PROLOGUE

In New York City, September is a beautiful month. The summer humidity is gone, and the skies are warm and clear. It’s also the time of street festivals throughout the five boroughs of the city. Neighborhoods in Queens, Brooklyn, the Bronx, and Staten Island close off their streets, and people bring their picnic tables and grills out from the backyard for block parties. We sit and schmooze with neighbors we’ll argue over parking spots with for the rest of the year and talk about who died, who moved, who got arrested, and how bad the neighborhood’s getting. We also have the San Gennaro feast, with the annual procession of the statue of the patron saint of Naples paraded through the streets of Little Italy, and the smell of sausage and peppers, zeppoli, and cannolli from the street vendors fills the air. Labor Day starts it off with the West Indian Day parade on Eastern Parkway in Brooklyn.

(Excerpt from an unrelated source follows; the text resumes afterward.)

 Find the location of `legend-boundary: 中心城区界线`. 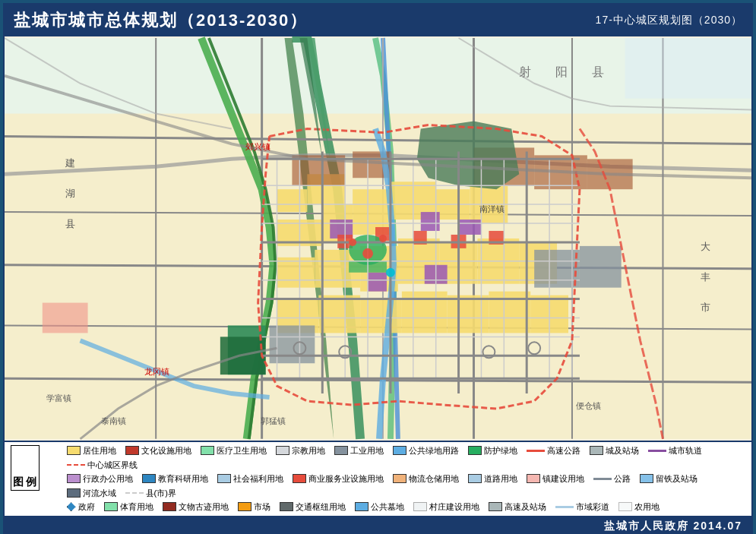

legend-boundary: 中心城区界线 is located at coordinates (102, 465).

September 11, 2001, was a beautiful clear day with a soft wind blowing from the north. It was also the electoral primaries in New York City. With new term restrictions, there was a mass exodus of a lot of the incumbent locals, and the new blood wasn’t impressing any of us. The last thing we needed was another mayor who hated cops and handed the streets back to the perps.

But all of this was forgotten at 8:46 that morning when American Airlines flight 11 slammed into the North Tower of the World Trade Center and began the darkest day New York City has ever seen. This forever changed not only our skyline but also the lives of everyone in our city. And the soft winds that blew that day were of smoke and fire and death.